Last month I completed six years of service on the editorial board of ACRL’s Academic Library Trends and Statistics Survey. Our meetings involved much discussion on how best to provide clear instructions to survey participants, debates over wording of trends questions, and work with ACRL staff in recruitment efforts to insure a robust response rate (this last year it was 1,676). We focused mostly on new metrics of potential interest, like the number of computers provided by the library. Or new formats for instruction. We didn’t talk much about the definition of a Reference Transaction – a number requested also by the Association of Research Libraries, Association of Academic Health Sciences, and IPEDS, the Integrated Postsecondary Education Data System (more commonly, IPEDS).
The definition all of these surveys use is one modified from the ANSI/NISO Z37.7 definition, updated last in 2004.
An information contact that involves the knowledge, use, recommendations, interpretation, or instruction in the use [or creation of] one or more information sources by a member of the library staff. The term includes information and referral service. Information sources include (a) printed and nonprinted materials; (b) machine-readable databases (including computer-assisted instruction); (c) the library’s own catalogs and other holdings records; (d) other libraries and institutions through communication or referral; and (e) persons both inside and outside the library. When a staff member uses information gained from previous use of information sources to answer a question, the [transaction] is reported as a [reference transaction] even if the source is not consulted again.
Survey instructions make very clear that we do not count “directional” questions, those questions about the “logistical use” of the library. Examples of directional questions are:
- “Which way is the restroom?”
- “Where is the nearest printer?”
Reference is counted when we are “looking up” a piece of information:
- “Does the Library have a copy of Ivanhoe?”
- “What are the library’s hours today?”
Time and complexity don’t really count. ACRL has us distinguish between “reference” and “consultation”, but ARL does not. Some libraries (like ours) define a consultation as a transaction that is complex and takes time. Others count a consultation as transactions for which a patron makes an appointment.
When we tally it all up, should looking up the hours on the library website count the same as a 1-hour consultation on the use of R at the Scholars Studio? Does working with a faculty member on defining the parameters of a systematic review count the same as looking up a known item in Library Search? What about the instruction of a faculty member in how to place an item on reserve in Canvas? ARL counts these the same, although one may take a staff member less than a minute, the other hours. Some reference questions require more training and specialized expertise.
Our patrons are sometimes surprised to learn that behind the “curtain” of our online Chat Service, or our Digital Request Form, a human being is waiting to assist. As my colleagues described so well in the last blogpost, our numbers for reference are exploding, and we have many many thankful patrons helped by expert information searchers using their knowledge of the many information sources available to help them.
But what if that automatically populated form was sent in an automated way to a federated search across the many information resources we provide? And no human was involved? And the patron found just what they were looking for? Would our robot get to count that as a reference question?
What if our easy-to-use FAQ, or our LibAnswers, were so well-developed that a patron’s search query always mapped to the answer they sought? Do we get to count that? Is the only thing that counts a transaction that involves a human being?
There was a time when most reference required the patron go to the physical reference desk. Behind the desk were massive shelves of reference books, non-circulating, and the job of reference was to match the question to the appropriate volume. As a reference librarian, I’d often go to the shelves myself and serve up the book to the [thrilled] patron myself. The dark ages of librarianship!
Perhaps it’s time to rethink how we develop, measure and assess the ways in which our expertise supports the reference services we provide, whether physical or virtual.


### Exercise requirements
Write out every line below that includes the word "heat".

---*---

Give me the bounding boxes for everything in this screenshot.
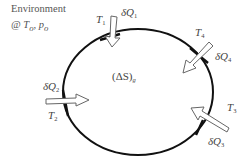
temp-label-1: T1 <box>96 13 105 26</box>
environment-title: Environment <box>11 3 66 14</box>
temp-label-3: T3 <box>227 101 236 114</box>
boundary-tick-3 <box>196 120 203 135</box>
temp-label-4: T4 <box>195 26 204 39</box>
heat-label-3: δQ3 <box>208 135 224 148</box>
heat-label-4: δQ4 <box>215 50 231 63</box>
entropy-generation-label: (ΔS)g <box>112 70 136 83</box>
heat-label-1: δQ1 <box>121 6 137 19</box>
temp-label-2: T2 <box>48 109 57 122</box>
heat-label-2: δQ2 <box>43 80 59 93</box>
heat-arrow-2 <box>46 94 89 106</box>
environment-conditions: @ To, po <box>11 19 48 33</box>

---*---

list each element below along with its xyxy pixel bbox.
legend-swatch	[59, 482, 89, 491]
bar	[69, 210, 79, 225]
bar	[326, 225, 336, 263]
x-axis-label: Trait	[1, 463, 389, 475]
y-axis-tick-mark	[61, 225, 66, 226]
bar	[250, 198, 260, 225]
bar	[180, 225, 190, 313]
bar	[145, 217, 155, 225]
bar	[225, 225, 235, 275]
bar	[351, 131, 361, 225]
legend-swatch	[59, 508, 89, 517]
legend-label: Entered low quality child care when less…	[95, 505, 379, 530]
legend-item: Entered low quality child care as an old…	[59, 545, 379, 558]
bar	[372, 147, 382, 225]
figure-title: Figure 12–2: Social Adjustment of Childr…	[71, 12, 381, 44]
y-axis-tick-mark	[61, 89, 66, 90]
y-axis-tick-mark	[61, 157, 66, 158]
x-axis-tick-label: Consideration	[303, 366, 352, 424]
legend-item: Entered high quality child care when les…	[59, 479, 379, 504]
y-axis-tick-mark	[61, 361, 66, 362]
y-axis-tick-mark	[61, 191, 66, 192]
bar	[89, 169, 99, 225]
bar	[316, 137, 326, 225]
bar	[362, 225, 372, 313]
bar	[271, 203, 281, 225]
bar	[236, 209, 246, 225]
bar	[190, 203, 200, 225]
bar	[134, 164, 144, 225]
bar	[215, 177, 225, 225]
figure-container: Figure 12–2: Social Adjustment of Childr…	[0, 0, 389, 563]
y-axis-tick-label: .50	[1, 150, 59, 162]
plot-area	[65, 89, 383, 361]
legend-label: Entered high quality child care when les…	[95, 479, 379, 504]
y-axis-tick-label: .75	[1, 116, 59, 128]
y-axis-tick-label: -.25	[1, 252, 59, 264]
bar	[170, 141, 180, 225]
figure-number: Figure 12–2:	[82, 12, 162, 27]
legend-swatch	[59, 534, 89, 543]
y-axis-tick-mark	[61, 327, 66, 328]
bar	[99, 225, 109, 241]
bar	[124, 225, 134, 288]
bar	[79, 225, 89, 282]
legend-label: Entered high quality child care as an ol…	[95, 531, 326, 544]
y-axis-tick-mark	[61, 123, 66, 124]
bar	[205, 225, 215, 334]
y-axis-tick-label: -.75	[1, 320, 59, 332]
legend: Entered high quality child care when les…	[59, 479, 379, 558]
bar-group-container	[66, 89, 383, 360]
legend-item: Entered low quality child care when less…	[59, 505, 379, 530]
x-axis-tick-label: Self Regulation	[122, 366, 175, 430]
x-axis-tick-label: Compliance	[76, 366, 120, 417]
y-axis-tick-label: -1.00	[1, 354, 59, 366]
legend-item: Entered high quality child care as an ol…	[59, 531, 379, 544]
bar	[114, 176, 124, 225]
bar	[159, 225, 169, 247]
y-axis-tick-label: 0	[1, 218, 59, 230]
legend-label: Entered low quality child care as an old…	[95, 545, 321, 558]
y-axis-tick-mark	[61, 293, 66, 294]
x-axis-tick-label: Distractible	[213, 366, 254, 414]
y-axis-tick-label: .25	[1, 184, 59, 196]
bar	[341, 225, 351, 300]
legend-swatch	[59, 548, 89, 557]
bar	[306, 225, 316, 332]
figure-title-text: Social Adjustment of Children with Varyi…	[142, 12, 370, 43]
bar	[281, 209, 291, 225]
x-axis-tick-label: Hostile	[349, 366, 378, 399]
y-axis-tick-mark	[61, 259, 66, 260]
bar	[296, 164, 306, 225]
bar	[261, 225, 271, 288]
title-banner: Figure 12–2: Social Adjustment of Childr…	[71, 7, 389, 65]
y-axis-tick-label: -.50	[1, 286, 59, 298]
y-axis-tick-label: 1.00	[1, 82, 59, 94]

---*---

### Result for this exercise
heat-label-3: δQ3 <box>208 135 224 148</box>
heat-label-4: δQ4 <box>215 50 231 63</box>
heat-label-1: δQ1 <box>121 6 137 19</box>
heat-label-2: δQ2 <box>43 80 59 93</box>
heat-arrow-2 <box>46 94 89 106</box>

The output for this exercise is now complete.